Trouble ahead for Boris Johnson’s TV spokesperson
The old saying is that when the press officer becomes the story they are no longer any use; the person briefing journalists on the prime minister’s behalf on live TV will be the story from day one, John Rentoul writes
I can’t believe it. Boris Johnson is making the same mistake as Tony Blair. Doesn’t he know one of the first laws of politics, which is that you don’t create a powerful new job unless you know who is going to fill it?
The prime minister seems to have advertised for a spokesperson who will speak for him at daily televised media briefings, without having decided in advance who he would like to see in that job.
This is an equivalent folly to Blair legislating for a directly elected mayor of London without knowing who his candidate would be. Blair’s folly was worse in one way, in that he knew which candidate he didn’t want – and yet Ken Livingstone was hugely popular and turned out to be impossible to block.
At least Johnson gets to make his own choice of spokesperson, but unless he has a relationship of absolute trust with the successful candidate, it is all too easy to see how this is going to end in tears.
The idea of a televised spokesperson has been copied from the US, where Donald Trump either sacked the spokesperson after a short time (Anthony Scaramucci lasted just 11 days), or gave up regular briefings altogether. It is only with an election looming that briefings have now resumed, given by the surprisingly effective Kayleigh McEnany.
Perhaps Johnson will find his McEnany straight away, but the prospects look uncertain. Whoever is chosen will become the focus of intense media scrutiny and deep ministerial resentment. Journalists will want to catch out the spokesperson as a way of bringing down the prime minister (I mean, “as a way of holding him to account”). Ministers will begrudge the media exposure that they think belongs to elected representatives in a democracy.
The old saying is that when the press officer becomes the story, they are no longer any use; this TV spokesperson will be the story from day one. Indeed she (I’m guessing) is likely to be the story from the moment her appointment is announced.
It is going to be a huge distraction – and that may be one of Johnson’s anarchic motives: to distract from mass unemployment and the coronavirus inquiry, except that those are going to be the only things journalists will want to ask the spokesperson about.
It is likely to go wrong, in that a press officer’s job is often to say, “no comment”. Saying “no comment” on live TV, or “I’ve already answered that question” or “I refer you to the prime minister’s words on that” or “I hope to have something for you on that in the next few days”, is not going to look so good.
What is more, the appointment will raise constitutional questions about whether Keir Starmer ought to have a similarly visible spokesperson, and about how some kind of parity of exposure for other parties might be engineered.
But most of all, it is going to create a powerful post at the heart of government. Information is power; speaking on behalf of the top person is a form of power; and the personality and interests of the spokesperson will shape government policy at the edges.
Perhaps Johnson has already decided who he wants in the post, and the job advert is just going through the motions, or a way of checking that there isn’t someone else out there, in the way that Blair tried to persuade Richard Branson and Alan Sugar to run for London mayor. But even if he has the most brilliant and trusted candidate in mind, Johnson could be creating trouble for himself.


◆ Problem
Determine how many lines of the data include the word "name", and write only that number.

◆ Available data
/---

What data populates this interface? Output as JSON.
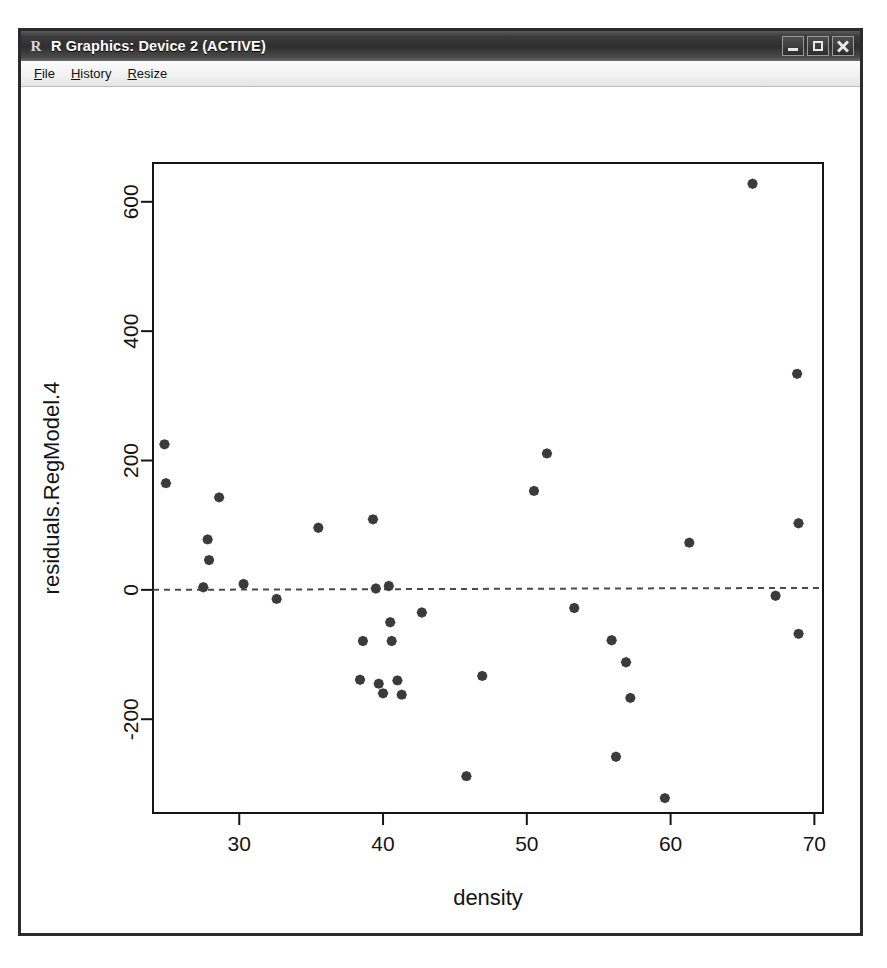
{
  "window": {
    "title": "R Graphics: Device 2 (ACTIVE)",
    "logo_glyph": "R",
    "controls": [
      {
        "name": "minimize",
        "label": "Minimize"
      },
      {
        "name": "maximize",
        "label": "Maximize"
      },
      {
        "name": "close",
        "label": "Close"
      }
    ]
  },
  "menubar": {
    "items": [
      {
        "label": "File",
        "accesskey": "F"
      },
      {
        "label": "History",
        "accesskey": "H"
      },
      {
        "label": "Resize",
        "accesskey": "R"
      }
    ]
  },
  "chart_data": {
    "type": "scatter",
    "title": "",
    "xlabel": "density",
    "ylabel": "residuals.RegModel.4",
    "xlim": [
      24.0,
      70.6
    ],
    "ylim": [
      -345,
      660
    ],
    "xticks": [
      30,
      40,
      50,
      60,
      70
    ],
    "yticks": [
      -200,
      0,
      200,
      400,
      600
    ],
    "grid": false,
    "legend": null,
    "point_color": "#3b3b3b",
    "point_symbol": "filled-diamond",
    "reference_line": {
      "type": "horizontal-dashed",
      "y": 0,
      "color": "#4a4a4a",
      "dash": "6,5"
    },
    "x": [
      24.8,
      24.9,
      27.5,
      27.8,
      27.9,
      28.6,
      30.3,
      32.6,
      35.5,
      38.4,
      38.6,
      39.3,
      39.5,
      39.7,
      40.0,
      40.4,
      40.5,
      40.6,
      41.0,
      41.3,
      42.7,
      45.8,
      46.9,
      50.5,
      51.4,
      53.3,
      55.9,
      56.2,
      56.9,
      57.2,
      59.6,
      61.3,
      65.7,
      67.3,
      68.8,
      68.9,
      68.9
    ],
    "y": [
      225,
      165,
      4,
      78,
      46,
      143,
      9,
      -14,
      96,
      -139,
      -79,
      109,
      2,
      -145,
      -160,
      6,
      -50,
      -79,
      -140,
      -162,
      -35,
      -288,
      -133,
      153,
      211,
      -28,
      -78,
      -258,
      -112,
      -167,
      -322,
      73,
      628,
      -9,
      334,
      103,
      -68
    ],
    "n_points": 37
  }
}
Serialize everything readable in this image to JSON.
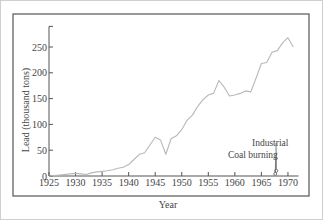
{
  "chart_data": {
    "type": "line",
    "title": "",
    "xlabel": "Year",
    "ylabel": "Lead (thousand tons)",
    "xlim": [
      1925,
      1972
    ],
    "ylim": [
      0,
      290
    ],
    "x_ticks": [
      1925,
      1930,
      1935,
      1940,
      1945,
      1950,
      1955,
      1960,
      1965,
      1970
    ],
    "y_ticks": [
      0,
      50,
      100,
      150,
      200,
      250
    ],
    "grid": false,
    "legend": null,
    "series": [
      {
        "name": "Lead",
        "x": [
          1925,
          1927,
          1929,
          1930,
          1931,
          1932,
          1933,
          1934,
          1935,
          1936,
          1937,
          1938,
          1939,
          1940,
          1941,
          1942,
          1943,
          1944,
          1945,
          1946,
          1947,
          1948,
          1949,
          1950,
          1951,
          1952,
          1953,
          1954,
          1955,
          1956,
          1957,
          1958,
          1959,
          1960,
          1961,
          1962,
          1963,
          1964,
          1965,
          1966,
          1967,
          1968,
          1969,
          1970,
          1971
        ],
        "values": [
          0,
          2,
          4,
          5,
          4,
          3,
          6,
          8,
          9,
          10,
          12,
          15,
          17,
          22,
          32,
          42,
          45,
          60,
          75,
          70,
          42,
          72,
          78,
          90,
          108,
          118,
          135,
          148,
          157,
          160,
          185,
          172,
          155,
          157,
          160,
          165,
          163,
          190,
          218,
          220,
          240,
          243,
          258,
          268,
          250
        ]
      }
    ],
    "annotations": [
      {
        "text": "Industrial",
        "x": 1967.8,
        "y": 10
      },
      {
        "text": "Coal burning",
        "x": 1967.6,
        "y": 4
      }
    ]
  }
}
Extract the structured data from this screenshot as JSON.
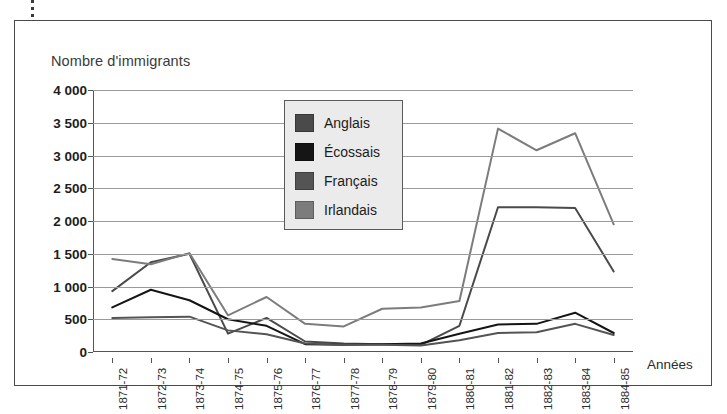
{
  "figure": {
    "axis_title_y": "Nombre d'immigrants",
    "axis_title_x": "Années"
  },
  "legend": {
    "items": [
      {
        "label": "Anglais",
        "color": "#4a4a4a"
      },
      {
        "label": "Écossais",
        "color": "#151515"
      },
      {
        "label": "Français",
        "color": "#545454"
      },
      {
        "label": "Irlandais",
        "color": "#7c7c7c"
      }
    ]
  },
  "axis": {
    "y_ticks": [
      "4 000",
      "3 500",
      "3 000",
      "2 500",
      "2 000",
      "1 500",
      "1 000",
      "500",
      "0"
    ],
    "x_ticks": [
      "1871-72",
      "1872-73",
      "1873-74",
      "1874-75",
      "1875-76",
      "1876-77",
      "1877-78",
      "1878-79",
      "1879-80",
      "1880-81",
      "1881-82",
      "1882-83",
      "1883-84",
      "1884-85"
    ]
  },
  "chart_data": {
    "type": "line",
    "title": "Nombre d'immigrants",
    "xlabel": "Années",
    "ylabel": "Nombre d'immigrants",
    "ylim": [
      0,
      4000
    ],
    "ytick_step": 500,
    "grid": true,
    "legend_position": "inside-top-center",
    "categories": [
      "1871-72",
      "1872-73",
      "1873-74",
      "1874-75",
      "1875-76",
      "1876-77",
      "1877-78",
      "1878-79",
      "1879-80",
      "1880-81",
      "1881-82",
      "1882-83",
      "1883-84",
      "1884-85"
    ],
    "series": [
      {
        "name": "Anglais",
        "color": "#4a4a4a",
        "values": [
          930,
          1370,
          1500,
          280,
          520,
          160,
          130,
          120,
          110,
          400,
          2210,
          2210,
          2200,
          1230
        ]
      },
      {
        "name": "Écossais",
        "color": "#151515",
        "values": [
          680,
          950,
          790,
          500,
          400,
          120,
          110,
          120,
          130,
          280,
          420,
          430,
          600,
          290
        ]
      },
      {
        "name": "Français",
        "color": "#545454",
        "values": [
          520,
          530,
          540,
          330,
          270,
          130,
          110,
          110,
          100,
          180,
          290,
          300,
          430,
          260
        ]
      },
      {
        "name": "Irlandais",
        "color": "#7c7c7c",
        "values": [
          1420,
          1340,
          1510,
          560,
          840,
          430,
          390,
          660,
          680,
          780,
          3410,
          3080,
          3340,
          1950
        ]
      }
    ]
  }
}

\---

◆ Task output
8